Human Herpesvirus 8
KSHV is a herpesvirus, and is a large double-stranded DNA virus with a protein covering that packages its nucleic acids, called the capsid, which is then surrounded by an amorphous protein layer called the tegument, and finally enclosed in a lipid envelope derived in part from the cell membrane.
KSHV has a genome which is approximately 165,000 nucleic acid bases in length. It is a rhadinovirus, and is remarkable since it has stolen numerous genes from host cells including genes that encode for complement-binding protein, IL-6, BCL-2, cyclin-D, aG protein-coupled receptor, interferon regulatory factor and Flice inhibitory protein (FLIP), as well as DNA synthesis proteins including dihydrofolate reductase, thymidine kinase,thymidylate synthetase, DNA polymerase and many others. While no other human tumor virus possesses these same genes, other tumor viruses target the same cellular pathways illustrating that at a basic level, all tumor viruses appear to attack the same cellular control pathways, so-called tumor suppressor pathways.

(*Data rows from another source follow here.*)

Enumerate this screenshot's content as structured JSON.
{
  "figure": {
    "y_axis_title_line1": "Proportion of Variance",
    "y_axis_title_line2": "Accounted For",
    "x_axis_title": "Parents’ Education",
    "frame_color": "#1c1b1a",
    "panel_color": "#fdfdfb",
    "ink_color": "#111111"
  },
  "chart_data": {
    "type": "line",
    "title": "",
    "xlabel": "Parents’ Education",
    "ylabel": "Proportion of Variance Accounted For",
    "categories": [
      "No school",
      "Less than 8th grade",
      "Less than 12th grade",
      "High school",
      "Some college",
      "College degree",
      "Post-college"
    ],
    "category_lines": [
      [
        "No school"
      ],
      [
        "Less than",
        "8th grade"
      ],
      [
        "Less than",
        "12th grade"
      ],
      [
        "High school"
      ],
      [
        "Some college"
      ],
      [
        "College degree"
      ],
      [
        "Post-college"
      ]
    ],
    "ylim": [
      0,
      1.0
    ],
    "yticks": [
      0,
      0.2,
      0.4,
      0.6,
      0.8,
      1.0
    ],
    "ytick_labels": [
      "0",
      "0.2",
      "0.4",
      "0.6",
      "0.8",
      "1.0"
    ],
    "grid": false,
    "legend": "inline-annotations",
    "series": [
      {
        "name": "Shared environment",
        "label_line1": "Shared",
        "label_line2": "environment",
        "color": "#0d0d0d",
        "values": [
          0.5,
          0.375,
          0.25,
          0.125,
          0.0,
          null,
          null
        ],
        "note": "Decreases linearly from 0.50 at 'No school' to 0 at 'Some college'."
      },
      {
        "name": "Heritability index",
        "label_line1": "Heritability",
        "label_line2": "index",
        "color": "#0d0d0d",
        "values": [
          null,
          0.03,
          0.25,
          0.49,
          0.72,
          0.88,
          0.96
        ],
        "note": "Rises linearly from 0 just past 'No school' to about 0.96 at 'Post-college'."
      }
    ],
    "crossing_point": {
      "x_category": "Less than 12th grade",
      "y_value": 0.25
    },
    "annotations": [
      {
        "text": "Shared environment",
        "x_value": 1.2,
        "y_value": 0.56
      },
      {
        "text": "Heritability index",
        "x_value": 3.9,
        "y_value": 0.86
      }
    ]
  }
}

After infection, the virus enters into lymphocytes via macropinosomes where it remains in a latent ("quiet") state expressing the viral latency-associated nuclear antigen, LANA. The virus exists as a naked circular piece of DNA called an episome and uses the cellular replication machinery to replicate itself. LANA tethers the viral DNA to cellular chromosomes, inhibits p53 and retinoblastoma protein and suppresses viral genes needed for full virus production and assembly ("lytic replication"). Various signals such as inflammation may provoke the virus to enter into lytic replication. When this occurs, the viral episome starts replicating itself in the form of linear DNA molecules that are packaged into virus particles which are expelled from the cell, to infect new cells or to be transmitted to a new host. When the virus enters into lytic replication, thousands of virus particles can be made from a single cell, which usually results in death of the infected cell, hence the term lytic replication.

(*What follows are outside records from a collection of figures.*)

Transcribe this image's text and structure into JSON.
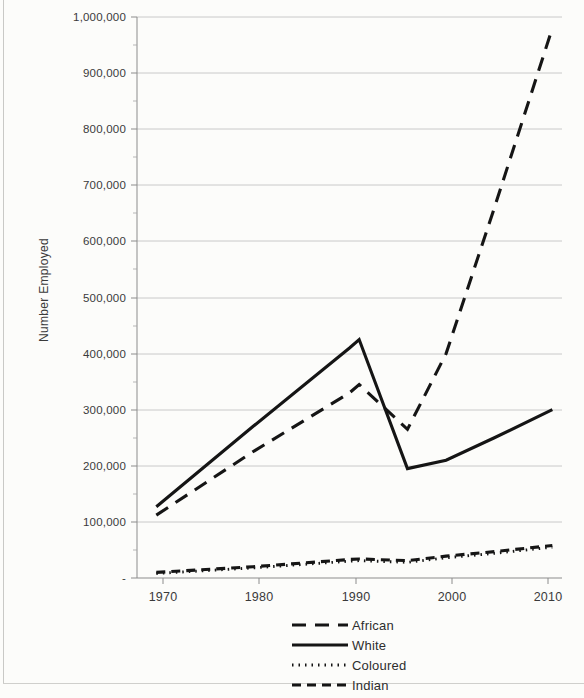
{
  "chart_data": {
    "type": "line",
    "title": "",
    "xlabel": "",
    "ylabel": "Number Employed",
    "x": [
      1970,
      1980,
      1990,
      1991,
      1996,
      2000,
      2005,
      2011
    ],
    "xlim": [
      1968,
      2012
    ],
    "ylim": [
      0,
      1000000
    ],
    "xticks": [
      1970,
      1980,
      1990,
      2000,
      2010
    ],
    "xtick_labels": [
      "1970",
      "1980",
      "1990",
      "2000",
      "2010"
    ],
    "yticks": [
      0,
      100000,
      200000,
      300000,
      400000,
      500000,
      600000,
      700000,
      800000,
      900000,
      1000000
    ],
    "ytick_labels": [
      "-",
      "100,000",
      "200,000",
      "300,000",
      "400,000",
      "500,000",
      "600,000",
      "700,000",
      "800,000",
      "900,000",
      "1,000,000"
    ],
    "grid": true,
    "legend_position": "bottom-center",
    "series": [
      {
        "name": "African",
        "style": "long-dashed",
        "points": [
          {
            "x": 1970,
            "y": 112000
          },
          {
            "x": 1980,
            "y": 225000
          },
          {
            "x": 1990,
            "y": 330000
          },
          {
            "x": 1991,
            "y": 345000
          },
          {
            "x": 1996,
            "y": 265000
          },
          {
            "x": 2000,
            "y": 400000
          },
          {
            "x": 2005,
            "y": 660000
          },
          {
            "x": 2011,
            "y": 980000
          }
        ]
      },
      {
        "name": "White",
        "style": "solid",
        "points": [
          {
            "x": 1970,
            "y": 127000
          },
          {
            "x": 1980,
            "y": 270000
          },
          {
            "x": 1990,
            "y": 410000
          },
          {
            "x": 1991,
            "y": 425000
          },
          {
            "x": 1996,
            "y": 195000
          },
          {
            "x": 2000,
            "y": 210000
          },
          {
            "x": 2005,
            "y": 250000
          },
          {
            "x": 2011,
            "y": 300000
          }
        ]
      },
      {
        "name": "Coloured",
        "style": "dotted",
        "points": [
          {
            "x": 1970,
            "y": 8000
          },
          {
            "x": 1980,
            "y": 18000
          },
          {
            "x": 1990,
            "y": 30000
          },
          {
            "x": 1991,
            "y": 31000
          },
          {
            "x": 1996,
            "y": 28000
          },
          {
            "x": 2000,
            "y": 36000
          },
          {
            "x": 2005,
            "y": 44000
          },
          {
            "x": 2011,
            "y": 55000
          }
        ]
      },
      {
        "name": "Indian",
        "style": "dashed",
        "points": [
          {
            "x": 1970,
            "y": 10000
          },
          {
            "x": 1980,
            "y": 20000
          },
          {
            "x": 1990,
            "y": 33000
          },
          {
            "x": 1991,
            "y": 34000
          },
          {
            "x": 1996,
            "y": 31000
          },
          {
            "x": 2000,
            "y": 39000
          },
          {
            "x": 2005,
            "y": 47000
          },
          {
            "x": 2011,
            "y": 58000
          }
        ]
      }
    ]
  },
  "axis": {
    "y_title": "Number Employed",
    "y_labels": [
      "1,000,000",
      "900,000",
      "800,000",
      "700,000",
      "600,000",
      "500,000",
      "400,000",
      "300,000",
      "200,000",
      "100,000",
      "-"
    ],
    "x_labels": [
      "1970",
      "1980",
      "1990",
      "2000",
      "2010"
    ]
  },
  "legend": {
    "entries": [
      {
        "label": "African",
        "style": "long-dashed"
      },
      {
        "label": "White",
        "style": "solid"
      },
      {
        "label": "Coloured",
        "style": "dotted"
      },
      {
        "label": "Indian",
        "style": "dashed"
      }
    ]
  },
  "colors": {
    "series": "#151515",
    "gridline": "#bdbdbd",
    "axis": "#8c8c8c",
    "background": "#fcfcfa",
    "text": "#2b2b2b"
  }
}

The viral genome consists of a ~145 kbase long unique region, encoding all of expressed viral genes, which is flanked by ~20-30 kbases of terminal repeat sequences. Each terminal repeat unit is 801 bp in length, has 85% G+C content and is oriented in a repetitive head-to-tail fashion. During latency, the virus genome depends on the host replication machinery and replicates as closed circular episome ("plasmid") using sequences within the terminal repeats as a replication origin. When the virus reactivates into lytic replication, it is believed that the virus genome is replicated as a continuous linear molecule off from an episome (so called rolling circle model). As each unit genome is replicated, it is cut within the terminal repeat region, and then packaged into a virus particle (virion). The virus then becomes enveloped with a lipid membrane as it transits the nucleus and the cytoplasm to exit the cell. Thus, whereas KSHV genome is circular in the nucleus of latently infected cells, it is packaged into infectious viruses as a linear molecule. Once the virus newly infects a cell, the lipid membrane is shed and the virion travels to the nucleus. The viral genome is released where it recircularizes through a poorly understood process that appears to involve homologous recombination.

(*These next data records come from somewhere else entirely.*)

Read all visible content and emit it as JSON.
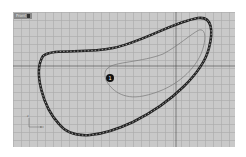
{
  "viewport": {
    "label": "Front",
    "background": "#c9c9c9",
    "grid_color": "#aaaaaa",
    "axis_line_color": "#444444"
  },
  "callout": {
    "number": "1"
  },
  "axis_icon": {
    "x_label": "x",
    "y_label": "z"
  }
}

The primary viral protein responsible for the switch between latent and lytic replication is the ORF50 Replication Transactivation Activator (RTA). When cell signaling conditions activate the generation of RTA, it in turn activates synthesis of a stereotypic cascade of secondary and tertiary viral proteins that ultimately make components of the virus capsid and also the DNA synthesis enzymes required to replicate the virus genome.